Narrow stairs lead from one floor to the other. Dominating the second floor is the case where the exhibit is a dress of floral print- a summer dress, Fusun’s dress, the heavy bead necklace suspended above as if indeed it lay on her milky white throat.

Up in the attic is Kemal’s bedroom where in the book he relates the story of his lost love to a young writer named Orhan Pamuk; a narrow bed, a suitcase, framed photographs on the shelf vividly recreate the scene. “Between 2000-2007 Kemal Basmeini lived in this room, where Orhan Pamuk sat and listened to his story. Kemal Basmeini passed away on 12 April 2007” reads the inscription. For the visitor, reality blurs, the thin line between seems to disappear. Perhaps this is what Pamuk intended, that readers who had lost themselves in the story would enter into Kemal and Fusun’s world, believing that yes, once upon a time, not so long ago, in the streets of Istanbul, this pair of lovers did wander, dine and love.
Time is alas, not on our side to mull over each exhibit. Hence we miss the audio installations, the recordings that bring alive Istanbul in the decades of Kemal- from 1950 to 2000. Down in the basement Museum shop, we hurriedly skim through the shelves but disappointingly find few editions of Pamuk’s work in English. There is a relatively pricey but beautiful catalogue in colour, posters of the Museum and other collectibles though. The friendly Museum host says that on average since its opening, they have had a steady flow of visitors, between 80-100 a day though of course, winter months see a drop. Since our visit, the Museum also has audio guides, with Orhan Pamuk himself explaining the exhibits in Turkish.
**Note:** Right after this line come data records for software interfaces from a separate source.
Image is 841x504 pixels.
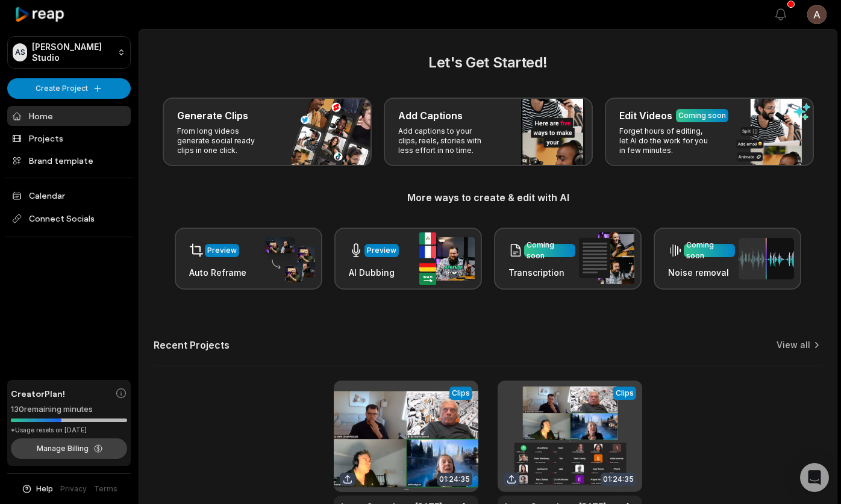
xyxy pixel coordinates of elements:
button: Manage Billing [11,438,127,459]
p: [PERSON_NAME] Studio [32,42,112,64]
a: Projects [7,128,131,148]
img: noise_removal.png [738,238,794,279]
p: From long videos generate social ready clips in one click. [177,126,270,156]
h3: Edit Videos [619,108,672,123]
p: Forget hours of editing, let AI do the work for you in few minutes. [619,126,713,156]
h3: Auto Reframe [189,266,246,279]
div: AS [13,43,27,61]
div: *Usage resets on [DATE] [11,426,127,435]
button: Create Project [7,78,131,99]
span: Creator Plan! [11,387,65,400]
div: Preview [367,245,396,256]
h2: Recent Projects [154,339,230,351]
img: transcription.png [579,232,634,284]
h3: AI Dubbing [349,266,399,279]
button: Help [21,484,53,495]
img: auto_reframe.png [260,235,315,283]
div: Coming soon [526,239,573,262]
a: Calendar [7,186,131,205]
h2: Let's Get Started! [154,52,822,73]
h3: Add Captions [398,108,463,123]
h3: Noise removal [668,266,735,279]
div: 130 remaining minutes [11,403,127,415]
a: Privacy [60,484,87,495]
span: Help [36,484,53,495]
div: Coming soon [678,110,726,121]
h3: Generate Clips [177,108,248,123]
a: View all [776,339,810,351]
h3: More ways to create & edit with AI [154,191,822,205]
a: Brand template [7,151,131,170]
a: Home [7,106,131,126]
span: Connect Socials [7,208,131,230]
a: Terms [94,484,117,495]
div: Coming soon [686,239,732,262]
h3: Transcription [508,266,575,279]
div: Open Intercom Messenger [800,464,829,492]
div: Preview [207,245,237,256]
img: ai_dubbing.png [419,232,475,285]
p: Add captions to your clips, reels, stories with less effort in no time. [398,126,491,156]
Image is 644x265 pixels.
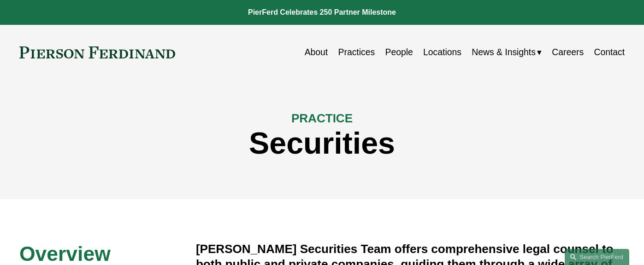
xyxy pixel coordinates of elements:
[386,43,413,61] a: People
[472,43,542,61] a: folder dropdown
[565,249,629,265] a: Search this site
[19,126,625,161] h1: Securities
[305,43,328,61] a: About
[552,43,584,61] a: Careers
[19,243,110,265] span: Overview
[292,111,353,125] span: PRACTICE
[423,43,461,61] a: Locations
[594,43,625,61] a: Contact
[472,44,536,60] span: News & Insights
[338,43,375,61] a: Practices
If not yet widely known in Istanbul, international recognition for the museum has nevertheless been forthcoming. It won the 2014 European Museum of the Year Award and a replica of box (exhibit) number 14, ‘Istanbul’s streets, bridges, hills, and squares’, was exhibited at the Design Museum in London.

Can you enjoy the Museum of Innocence if you have not read the book? Yes, if viewed as a snapshot of the Istanbul of that era, when Western modernity clashed with traditional mores that governed society, a theme that runs strongly through the book. One exhibit tellingly is a newspaper clipping of women with their eyes blocked out. This was the punishment in those days for the young women caught in pre-marital sex….a public shaming in print. Pamuk’s passion for his hometown, we realize, is as far reaching as his collection for Kemal and Fusun.

It’s past the 9 o’clock closing time and as we leave and walk down the street in search of a taxi, we pass a couple seated on the street at that late hour, surrounded by a motley collection of goods for sale. The thought occurs that it must have been from jumble sales such as this that Orhan Pamuk built up the Museum down the street… a collection which is in its own way a magnificent obsession.